Florida’s Education Model Spreads Arkansas Gov.-elect Sarah Sanders recruits a Ron DeSantis administration reformer.

https://www.wsj.com/articles/floridas-education-model-spreads-11672962041?mod=hp_opin_pos_4#cxrecs_s

With gridlock in Washington, most of the constructive policy action this year will be in the states. An early good sign comes from Arkansas, where Governor-elect Sarah Sanders has hired a top Florida education official to drive reform.

Jacob Oliva, a senior chancellor in Florida’s education department, is a “leader who has proven himself in the fight to empower parents and implement bold education reforms” under Florida Gov. Ron DeSantis, tweeted Ms. Sanders, who takes office on Jan. 10.

Florida and Arizona have led the nation in school choice, and Mr. Oliva has been part of the reform team in Tallahassee since 2017. He oversaw policy relating to K-12 schools. That included a 2020 law raising the enrollment cap for school vouchers, and a 2021 law that increased access to vouchers by raising the income eligibility cap and expanding the ways parents could use the scholarship funds.

Mr. Oliva also pushed for schools to re-open for in-person instruction during Covid. Florida was ahead of others on this—Gov. DeSantis ordered in-person school in autumn 2020—and states are coping with the learning loss from prolonged remote education.

Mr. Oliva can bring Florida’s good ideas to Arkansas, which is poised for more education freedom, and could use it. Thirty-two percent of the state’s public schools received a D or F grade based on Every Student Succeeds Act scores in 2021-22. The state’s National Assessment of Educational Progress scores are below average.

The state has a tax-credit scholarship and a scholarship program for special-education and foster-care students, but they are limited in scope. Income eligibility for the tax-credit scholarship is capped at 200% of the federal poverty level. Only about 9% of the state’s more than 450,000 public school students attend charters.

“Whether that is through charter school, private school, a virtual school or a local school district, parents have a right to have a seat at the table and look at opportunities available for them,” Mr. Oliva said last week, the Arkansas Democrat-Gazette reported. “And if we can expand choice options for families, then that is a win for our students.”

Ms. Sanders has promised an education agenda to “empower parents with more choices,” and the election results in November elevated school choice advocates in the Legislature. The new Senate president said the Legislature will work on education choice “for every kid in Arkansas.”

States are policy laboratories, as the cliche has it, and Mr. Oliva’s move is an example of how innovation and success in one state can spread to others. Gov. Sanders will have to overcome opposition from the teachers union and Democrats, but by recruiting Mr. Oliva she’s showing her desire to shake up the education status quo for the benefit of students.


WHAT TO WORK ON: Whenever a line below includes the string "Home", show it.

━━━━━━

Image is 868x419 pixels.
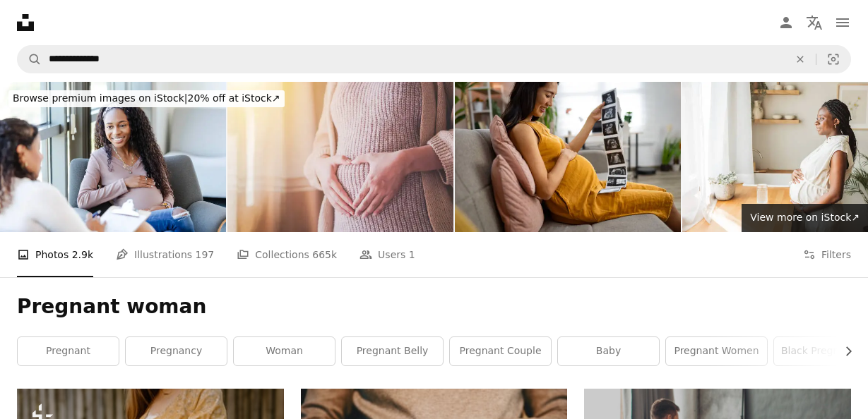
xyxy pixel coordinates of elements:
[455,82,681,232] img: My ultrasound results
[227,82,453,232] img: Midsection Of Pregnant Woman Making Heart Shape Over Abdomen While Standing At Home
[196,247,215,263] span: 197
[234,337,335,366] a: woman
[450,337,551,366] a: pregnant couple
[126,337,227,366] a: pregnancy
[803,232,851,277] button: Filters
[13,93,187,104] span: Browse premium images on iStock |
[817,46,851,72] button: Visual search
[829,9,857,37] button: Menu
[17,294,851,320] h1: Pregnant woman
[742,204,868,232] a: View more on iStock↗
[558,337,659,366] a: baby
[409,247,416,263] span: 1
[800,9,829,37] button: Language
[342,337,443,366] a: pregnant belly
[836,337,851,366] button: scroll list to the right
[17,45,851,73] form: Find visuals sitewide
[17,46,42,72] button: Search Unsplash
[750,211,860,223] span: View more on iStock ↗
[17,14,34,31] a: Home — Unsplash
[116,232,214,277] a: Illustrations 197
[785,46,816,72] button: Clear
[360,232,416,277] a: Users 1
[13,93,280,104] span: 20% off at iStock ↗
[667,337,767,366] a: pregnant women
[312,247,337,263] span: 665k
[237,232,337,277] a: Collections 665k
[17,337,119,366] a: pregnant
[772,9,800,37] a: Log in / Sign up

━━━━━━

EXERCISE RESPONSE:
[227,82,453,232] img: Midsection Of Pregnant Woman Making Heart Shape Over Abdomen While Standing At Home
[17,14,34,31] a: Home — Unsplash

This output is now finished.